Fund-Raising for UCSF Tops $1 Billion
Contributions to the Campaign for UCSF, a seven-year effort to raise $1.4 billion for UCSF, have topped the $1 billion mark -- the first time a graduate institution in the US has raised so much in a single campaign.
"The fact that we were able to reach this milestone in spite of the current uncertainty regarding the economy amounts to a resounding vote of confidence in UCSF and a demonstration of widespread belief in the importance of its mission as a world leader in biomedical research, clinical treatment, and health-care education," said Andrew S. Grove, chairman of Intel Corporation and national chair of the Campaign for UCSF.

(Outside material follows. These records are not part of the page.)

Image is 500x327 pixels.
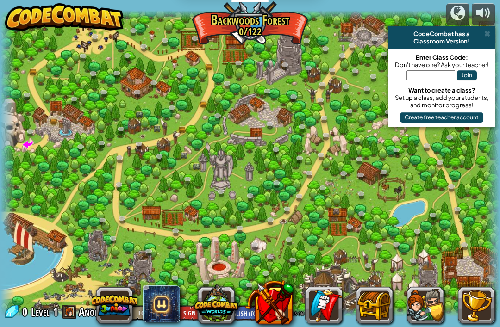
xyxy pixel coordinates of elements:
div: Enter Class Code: [393,54,490,61]
img: CodeCombat - Learn how to code by playing a game [5,3,124,31]
span: Level [31,305,50,320]
div: CodeCombat has a [392,30,491,37]
span: 1 [53,305,58,319]
div: Want to create a class? [393,87,490,94]
button: Campaigns [446,3,469,25]
span: 0 [22,305,30,319]
div: Classroom Version! [392,37,491,45]
div: Set up a class, add your students, and monitor progress! [393,94,490,109]
div: Don't have one? Ask your teacher! [393,61,490,69]
button: Create free teacher account [400,112,483,123]
span: Anonymous [79,305,122,319]
button: Adjust volume [472,3,495,25]
button: Join [457,70,477,81]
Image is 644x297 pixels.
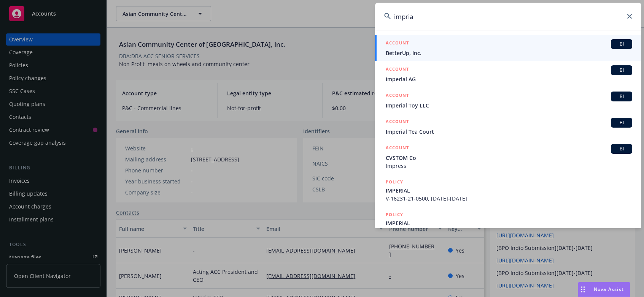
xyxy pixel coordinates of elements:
[386,186,632,195] span: IMPERIAL
[614,93,629,100] span: BI
[577,282,630,297] button: Nova Assist
[375,61,641,88] a: ACCOUNTBIImperial AG
[375,3,641,30] input: Search...
[386,144,409,153] h5: ACCOUNT
[375,88,641,114] a: ACCOUNTBIImperial Toy LLC
[386,195,632,203] span: V-16231-21-0500, [DATE]-[DATE]
[593,286,623,293] span: Nova Assist
[386,75,632,83] span: Imperial AG
[386,118,409,127] h5: ACCOUNT
[614,67,629,74] span: BI
[375,114,641,140] a: ACCOUNTBIImperial Tea Court
[614,146,629,152] span: BI
[386,178,403,186] h5: POLICY
[386,39,409,48] h5: ACCOUNT
[386,154,632,162] span: CVSTOM Co
[375,174,641,206] a: POLICYIMPERIALV-16231-21-0500, [DATE]-[DATE]
[386,102,632,109] span: Imperial Toy LLC
[386,65,409,74] h5: ACCOUNT
[386,211,403,218] h5: POLICY
[375,140,641,174] a: ACCOUNTBICVSTOM CoImpress
[614,41,629,48] span: BI
[386,128,632,136] span: Imperial Tea Court
[386,91,409,101] h5: ACCOUNT
[386,49,632,57] span: BetterUp, Inc.
[578,282,588,297] div: Drag to move
[386,227,632,235] span: V-16231-22-0500, [DATE]-[DATE]
[375,206,641,239] a: POLICYIMPERIALV-16231-22-0500, [DATE]-[DATE]
[386,162,632,170] span: Impress
[614,120,629,126] span: BI
[386,219,632,227] span: IMPERIAL
[375,35,641,61] a: ACCOUNTBIBetterUp, Inc.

The campaign hopes to raise the entire $1.4 billion by June 30, 2005.
The campaign's success will reverberate far beyond Northern California. The largest university fund-raising effort to focus solely on improving human health, the campaign supports an institution with an unrivalled history of scientific innovation.
Among their many contributions over the decades, UCSF researchers have discovered vitamin E, established the nation's first cancer research institute and first AIDS care unit, performed the first successful fetal surgery, revealed cancer-causing genes, devised a vaccine for hepatitis B, and identified a mysterious new class of deadly pathogens called prions.

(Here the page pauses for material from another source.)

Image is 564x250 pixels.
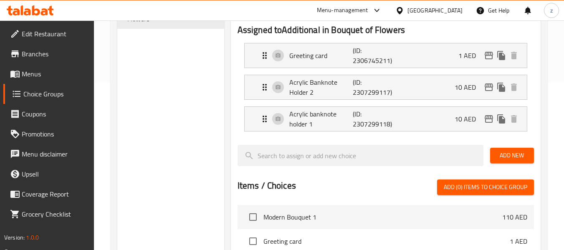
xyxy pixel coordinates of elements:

The university has been home to three Nobel laureates, among them Chancellor Mike Bishop, MD, and it is the fourth-largest recipient of research funds from the US National Institutes of Health, (NIH). The School of Dentistry and School of Pharmacy rank first among peer institutions; the School of Medicine ranks third.

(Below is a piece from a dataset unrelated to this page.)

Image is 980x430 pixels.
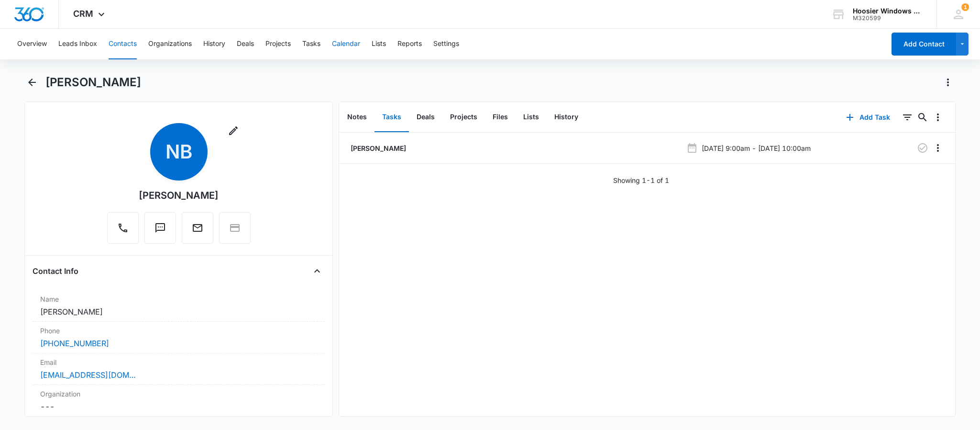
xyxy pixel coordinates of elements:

The School of Nursing ranked first in total NIH awards to nursing and second in NIH dollar awards.
Consider UCSF's track record:
• UCSF scientists virtually launched the biotech industry with the invention of recombinant DNA techniques now used to create human insulin and other life-saving drugs.
• UCSF holds more US patents than any other in the University of California system.
• Its discoveries have seeded nearly 70 biotechnology companies working to improve health while also fueling the economy.
But innovation on this scale requires resources.
Though UCSF scientists are working toward advances in biomedical sciences, several factors hamper their progress, including state budget cutbacks, aging buildings, and difficult health-care economics.
The campaign's $1 billion achievement will help UCSF scientists overcome these barriers, greatly expanding the potential for medical breakthroughs.
"This institution has been opportunistic in the very best, most socially beneficial sense of the word," said Bishop. "It is one of a handful of players to have shaped modern biomedicine. It achieved this by going far beyond the ordinary, by taking risks. Now UCSF is poised to take another step forward."
Evidence of the campaign's success already is apparent in San Francisco's Mission Bay neighborhood, where UCSF is building a cutting-edge biomedical research and teaching campus on 43 acres of former industrial land. The first phase of the campus, supported in part by the campaign, will include new research buildings, a campus community center, housing, shops, and Koret Quad, a publicly accessible landscaped park larger than the city's Union Square.
University scientists began moving into the first research facility, UCSF Genentech Hall this month. UCSF scientists are moving into the state-of-the-art laboratories and will use them to seek a cure for malaria and develop better treatments for HIV/AIDS. With the campaign's support, construction already has begun at Mission Bay on two new buildings to house researchers working in developmental biology, human genetics and bioengineering.
Along with Grove, Campaign for UCSF volunteers include co-chair Barbara Bass Bakar, former CEO of Emporium/Weinstocks and current chair of the UCSF Foundation; Brook H. Byers, partner, Kleiner Perkins Caufield & Byers; Arthur H. Kern, investor and civic volunteer; and William E. Oberndorf, managing director, SPO Partners & Co. and vice chair of the UCSF Foundation. The Campaign's Chair Emeritus is A.W. Clausen, retired chairman and CEO of Bank of America.